Expertise Breaking news, entertainment, lifestyle, travel, food, shopping and deals, product reviews, money and finance, video games, pets, history, books, technology history, generational studies. Credentials
  • Co-author of two Gen X pop-culture encyclopedia for Penguin Books. Won "Headline Writer of the Year"​ award for 2017, 2014 and 2013 from the American Copy Editors Society. Won first place in headline writing from the 2013 Society for Features Journalism.
Gael Cooper

Arrested Development met Star Wars on Wednesday, and it was a galactically goofy good time. 

In a three-minute video from The Star Wars Show, Ron Howard, Arrested Development's omniscient narrator, explains the plot of 1977's Star Wars: A New Hope in that same pointed way that's produced so many classic memes.

There are plenty of Arrested Development throwbacks for fans who still miss that classic early-2000s sitcom, and Howard slyly pokes fun at the continuity errors of the Star Wars series. (Obi-Wan never owned R2-D2? He and Luke's father were good friends? Well...)

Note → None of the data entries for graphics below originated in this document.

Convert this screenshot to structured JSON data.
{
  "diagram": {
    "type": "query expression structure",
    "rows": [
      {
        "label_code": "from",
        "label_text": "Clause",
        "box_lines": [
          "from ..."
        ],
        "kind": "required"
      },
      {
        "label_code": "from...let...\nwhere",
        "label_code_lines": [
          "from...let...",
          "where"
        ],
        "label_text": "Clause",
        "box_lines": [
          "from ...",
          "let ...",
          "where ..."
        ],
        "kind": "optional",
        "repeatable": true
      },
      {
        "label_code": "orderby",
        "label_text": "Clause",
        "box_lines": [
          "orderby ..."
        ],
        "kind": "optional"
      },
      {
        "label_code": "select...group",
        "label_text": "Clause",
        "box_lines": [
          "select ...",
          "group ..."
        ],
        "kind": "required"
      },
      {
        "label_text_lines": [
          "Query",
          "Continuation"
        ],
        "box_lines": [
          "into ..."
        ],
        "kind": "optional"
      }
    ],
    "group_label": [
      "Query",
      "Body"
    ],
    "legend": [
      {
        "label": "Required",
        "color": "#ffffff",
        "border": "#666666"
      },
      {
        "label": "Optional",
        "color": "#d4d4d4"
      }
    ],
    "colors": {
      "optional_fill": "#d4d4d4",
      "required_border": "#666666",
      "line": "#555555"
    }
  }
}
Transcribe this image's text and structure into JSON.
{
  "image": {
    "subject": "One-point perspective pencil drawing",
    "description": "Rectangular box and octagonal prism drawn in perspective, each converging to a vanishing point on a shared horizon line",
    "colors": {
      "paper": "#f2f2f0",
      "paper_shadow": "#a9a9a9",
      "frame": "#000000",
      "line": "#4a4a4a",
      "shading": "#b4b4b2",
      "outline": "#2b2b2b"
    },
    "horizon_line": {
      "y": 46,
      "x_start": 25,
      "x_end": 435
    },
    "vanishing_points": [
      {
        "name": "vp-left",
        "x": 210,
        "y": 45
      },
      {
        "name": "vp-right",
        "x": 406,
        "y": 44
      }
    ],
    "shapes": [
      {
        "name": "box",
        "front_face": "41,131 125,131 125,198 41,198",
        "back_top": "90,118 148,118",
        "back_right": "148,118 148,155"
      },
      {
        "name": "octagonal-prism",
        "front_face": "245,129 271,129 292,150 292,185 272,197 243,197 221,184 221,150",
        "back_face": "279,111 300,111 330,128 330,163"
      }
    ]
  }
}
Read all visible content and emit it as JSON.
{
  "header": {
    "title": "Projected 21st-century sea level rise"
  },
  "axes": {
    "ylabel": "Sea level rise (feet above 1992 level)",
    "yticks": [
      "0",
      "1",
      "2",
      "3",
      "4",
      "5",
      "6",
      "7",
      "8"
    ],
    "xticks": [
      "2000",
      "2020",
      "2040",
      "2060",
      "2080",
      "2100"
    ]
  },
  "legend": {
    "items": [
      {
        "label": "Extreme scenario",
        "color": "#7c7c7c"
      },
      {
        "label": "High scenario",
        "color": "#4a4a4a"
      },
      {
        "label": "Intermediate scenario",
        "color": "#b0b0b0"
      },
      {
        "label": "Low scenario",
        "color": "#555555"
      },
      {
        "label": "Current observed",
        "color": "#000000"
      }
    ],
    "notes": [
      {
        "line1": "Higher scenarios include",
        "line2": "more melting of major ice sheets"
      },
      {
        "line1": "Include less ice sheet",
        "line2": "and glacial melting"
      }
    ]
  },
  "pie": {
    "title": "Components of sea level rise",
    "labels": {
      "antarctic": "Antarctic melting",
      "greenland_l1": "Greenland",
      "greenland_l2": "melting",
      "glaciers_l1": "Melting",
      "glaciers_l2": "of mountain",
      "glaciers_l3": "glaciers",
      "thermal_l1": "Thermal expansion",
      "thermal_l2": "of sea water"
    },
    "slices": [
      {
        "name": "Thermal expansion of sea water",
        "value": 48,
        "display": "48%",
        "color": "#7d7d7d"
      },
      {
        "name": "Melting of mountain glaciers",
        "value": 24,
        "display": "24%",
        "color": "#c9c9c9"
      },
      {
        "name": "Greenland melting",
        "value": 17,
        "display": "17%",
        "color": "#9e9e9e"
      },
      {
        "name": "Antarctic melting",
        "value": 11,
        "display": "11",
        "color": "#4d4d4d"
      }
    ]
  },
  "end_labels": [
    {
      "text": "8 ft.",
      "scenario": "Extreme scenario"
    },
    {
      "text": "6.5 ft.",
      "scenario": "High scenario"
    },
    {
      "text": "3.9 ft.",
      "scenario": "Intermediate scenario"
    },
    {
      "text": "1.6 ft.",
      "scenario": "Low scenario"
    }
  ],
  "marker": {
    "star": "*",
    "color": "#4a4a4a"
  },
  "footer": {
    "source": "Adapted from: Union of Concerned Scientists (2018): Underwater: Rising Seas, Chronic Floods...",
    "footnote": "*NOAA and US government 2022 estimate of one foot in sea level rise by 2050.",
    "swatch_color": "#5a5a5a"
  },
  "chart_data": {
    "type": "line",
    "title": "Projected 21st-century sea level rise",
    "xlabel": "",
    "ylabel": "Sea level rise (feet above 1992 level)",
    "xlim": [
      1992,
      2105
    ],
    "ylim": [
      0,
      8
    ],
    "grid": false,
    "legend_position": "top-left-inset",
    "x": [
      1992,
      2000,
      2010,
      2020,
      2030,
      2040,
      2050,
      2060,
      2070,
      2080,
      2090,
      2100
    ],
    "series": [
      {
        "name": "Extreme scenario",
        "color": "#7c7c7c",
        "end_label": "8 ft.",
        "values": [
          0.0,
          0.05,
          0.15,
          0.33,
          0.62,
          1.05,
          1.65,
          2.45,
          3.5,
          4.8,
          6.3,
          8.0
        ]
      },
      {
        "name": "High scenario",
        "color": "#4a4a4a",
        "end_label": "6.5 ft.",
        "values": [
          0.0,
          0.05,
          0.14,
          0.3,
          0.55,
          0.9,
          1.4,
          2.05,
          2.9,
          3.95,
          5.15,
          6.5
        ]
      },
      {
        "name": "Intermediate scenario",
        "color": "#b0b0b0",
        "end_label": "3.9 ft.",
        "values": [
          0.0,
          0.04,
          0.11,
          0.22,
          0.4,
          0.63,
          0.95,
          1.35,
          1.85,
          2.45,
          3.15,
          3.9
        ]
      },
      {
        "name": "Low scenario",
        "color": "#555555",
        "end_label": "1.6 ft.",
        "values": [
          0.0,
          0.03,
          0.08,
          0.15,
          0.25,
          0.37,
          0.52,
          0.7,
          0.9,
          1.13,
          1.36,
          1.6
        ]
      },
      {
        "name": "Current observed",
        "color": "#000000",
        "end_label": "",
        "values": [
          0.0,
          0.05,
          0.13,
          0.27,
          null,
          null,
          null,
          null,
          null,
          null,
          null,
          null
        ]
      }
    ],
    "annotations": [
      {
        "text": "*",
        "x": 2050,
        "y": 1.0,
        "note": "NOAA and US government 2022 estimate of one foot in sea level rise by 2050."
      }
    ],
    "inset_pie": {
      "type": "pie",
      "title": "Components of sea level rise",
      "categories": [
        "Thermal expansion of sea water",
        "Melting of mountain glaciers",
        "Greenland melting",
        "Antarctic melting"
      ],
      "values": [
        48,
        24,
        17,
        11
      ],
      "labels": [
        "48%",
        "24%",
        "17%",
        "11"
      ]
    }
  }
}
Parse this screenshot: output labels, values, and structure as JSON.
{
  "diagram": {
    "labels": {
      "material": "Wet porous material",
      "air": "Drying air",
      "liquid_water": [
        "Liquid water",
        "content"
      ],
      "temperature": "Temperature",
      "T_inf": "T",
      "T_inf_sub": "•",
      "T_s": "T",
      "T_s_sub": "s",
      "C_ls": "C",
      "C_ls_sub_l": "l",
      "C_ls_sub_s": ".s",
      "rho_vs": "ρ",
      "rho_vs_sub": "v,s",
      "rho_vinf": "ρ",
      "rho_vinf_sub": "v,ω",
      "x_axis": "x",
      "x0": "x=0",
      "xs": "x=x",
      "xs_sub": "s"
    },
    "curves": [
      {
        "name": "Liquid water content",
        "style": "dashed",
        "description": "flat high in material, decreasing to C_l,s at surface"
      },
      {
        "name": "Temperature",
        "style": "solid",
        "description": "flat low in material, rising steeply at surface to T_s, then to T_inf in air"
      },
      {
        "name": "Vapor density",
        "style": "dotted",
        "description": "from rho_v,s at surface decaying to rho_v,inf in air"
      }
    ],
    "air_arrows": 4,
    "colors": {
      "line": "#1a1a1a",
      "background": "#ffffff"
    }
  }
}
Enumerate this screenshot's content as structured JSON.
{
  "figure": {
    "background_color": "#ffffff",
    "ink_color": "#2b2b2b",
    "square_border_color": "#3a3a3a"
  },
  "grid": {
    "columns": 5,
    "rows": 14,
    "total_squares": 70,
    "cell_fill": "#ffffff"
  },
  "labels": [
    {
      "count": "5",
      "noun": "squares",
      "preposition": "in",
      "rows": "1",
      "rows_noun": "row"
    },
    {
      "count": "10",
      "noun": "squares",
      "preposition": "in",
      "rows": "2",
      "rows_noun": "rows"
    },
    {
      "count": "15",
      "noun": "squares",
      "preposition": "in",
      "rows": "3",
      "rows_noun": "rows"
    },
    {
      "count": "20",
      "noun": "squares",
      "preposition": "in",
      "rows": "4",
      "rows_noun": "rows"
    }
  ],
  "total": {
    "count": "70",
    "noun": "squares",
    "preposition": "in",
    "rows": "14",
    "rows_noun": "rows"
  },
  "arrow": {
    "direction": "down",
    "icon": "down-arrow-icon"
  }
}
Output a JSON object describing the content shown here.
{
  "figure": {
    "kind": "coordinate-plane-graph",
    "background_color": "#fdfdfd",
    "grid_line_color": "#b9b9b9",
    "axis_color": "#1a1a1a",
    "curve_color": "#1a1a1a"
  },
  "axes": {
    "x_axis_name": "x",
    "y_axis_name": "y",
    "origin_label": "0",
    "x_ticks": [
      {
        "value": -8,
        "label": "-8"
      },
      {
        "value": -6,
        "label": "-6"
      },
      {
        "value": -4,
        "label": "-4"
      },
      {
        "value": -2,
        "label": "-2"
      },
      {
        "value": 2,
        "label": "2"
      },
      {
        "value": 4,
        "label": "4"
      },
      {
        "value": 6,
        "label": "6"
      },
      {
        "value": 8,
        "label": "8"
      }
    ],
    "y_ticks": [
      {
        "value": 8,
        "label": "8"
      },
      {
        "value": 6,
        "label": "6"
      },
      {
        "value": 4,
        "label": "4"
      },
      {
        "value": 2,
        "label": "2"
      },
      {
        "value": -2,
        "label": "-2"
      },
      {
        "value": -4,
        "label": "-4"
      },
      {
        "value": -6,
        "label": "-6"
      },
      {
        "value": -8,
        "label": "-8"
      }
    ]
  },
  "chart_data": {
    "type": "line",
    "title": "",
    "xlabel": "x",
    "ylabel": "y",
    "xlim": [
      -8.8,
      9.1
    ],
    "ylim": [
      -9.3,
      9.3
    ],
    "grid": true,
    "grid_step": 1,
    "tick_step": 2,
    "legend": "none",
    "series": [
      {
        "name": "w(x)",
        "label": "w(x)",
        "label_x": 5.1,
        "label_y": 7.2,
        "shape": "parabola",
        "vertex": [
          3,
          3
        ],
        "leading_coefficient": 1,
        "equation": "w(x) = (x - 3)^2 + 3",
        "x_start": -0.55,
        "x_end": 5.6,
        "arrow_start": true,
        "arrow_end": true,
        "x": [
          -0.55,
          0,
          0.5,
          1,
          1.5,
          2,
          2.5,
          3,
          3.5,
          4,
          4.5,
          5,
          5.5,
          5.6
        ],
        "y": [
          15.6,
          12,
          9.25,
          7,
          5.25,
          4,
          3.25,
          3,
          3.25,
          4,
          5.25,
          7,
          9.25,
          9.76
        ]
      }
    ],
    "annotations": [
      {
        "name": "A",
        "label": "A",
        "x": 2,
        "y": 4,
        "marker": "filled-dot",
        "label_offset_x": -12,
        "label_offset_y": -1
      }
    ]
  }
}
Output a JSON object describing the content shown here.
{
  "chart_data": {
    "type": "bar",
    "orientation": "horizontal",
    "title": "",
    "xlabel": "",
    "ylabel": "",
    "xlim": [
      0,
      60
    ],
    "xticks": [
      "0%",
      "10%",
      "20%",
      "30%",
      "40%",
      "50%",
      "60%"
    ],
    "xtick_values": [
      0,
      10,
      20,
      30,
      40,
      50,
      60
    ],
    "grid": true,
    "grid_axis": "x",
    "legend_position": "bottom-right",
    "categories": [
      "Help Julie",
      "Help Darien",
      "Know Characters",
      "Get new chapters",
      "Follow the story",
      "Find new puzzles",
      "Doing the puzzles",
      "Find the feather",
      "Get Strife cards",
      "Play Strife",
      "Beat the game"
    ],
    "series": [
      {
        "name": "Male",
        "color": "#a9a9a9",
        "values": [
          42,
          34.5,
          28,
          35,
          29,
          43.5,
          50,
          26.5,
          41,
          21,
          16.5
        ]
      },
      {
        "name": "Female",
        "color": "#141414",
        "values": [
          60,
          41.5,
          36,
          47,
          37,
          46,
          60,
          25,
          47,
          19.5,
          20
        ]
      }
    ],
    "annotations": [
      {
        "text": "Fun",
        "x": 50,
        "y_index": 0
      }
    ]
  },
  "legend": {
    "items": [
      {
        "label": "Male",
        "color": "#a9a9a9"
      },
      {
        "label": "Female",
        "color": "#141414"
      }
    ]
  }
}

It's stellar how well the acerbic comedy of Arrested Development fits over Star Wars. Princess Leia doesn't know anything about the stolen Death Star plans. ("She actually did," Howard notes dryly.) Hints at Luke crushing on don't-yet-know-we're-twins Leia are illustrated with Pete Rose diving into third base, a la George Michael and his incestuous crush on Maeby. And the "It ... wasn't a moon" line is still hilarious for being inevitable.

And naturally, Howard gets in a plug for his own little Star Wars project, Solo: A Star Wars Story, opening in May.

A teaser at the end hints at Howard narrating additional Star Wars movies, to which we say, please! There's always money in this banana stand.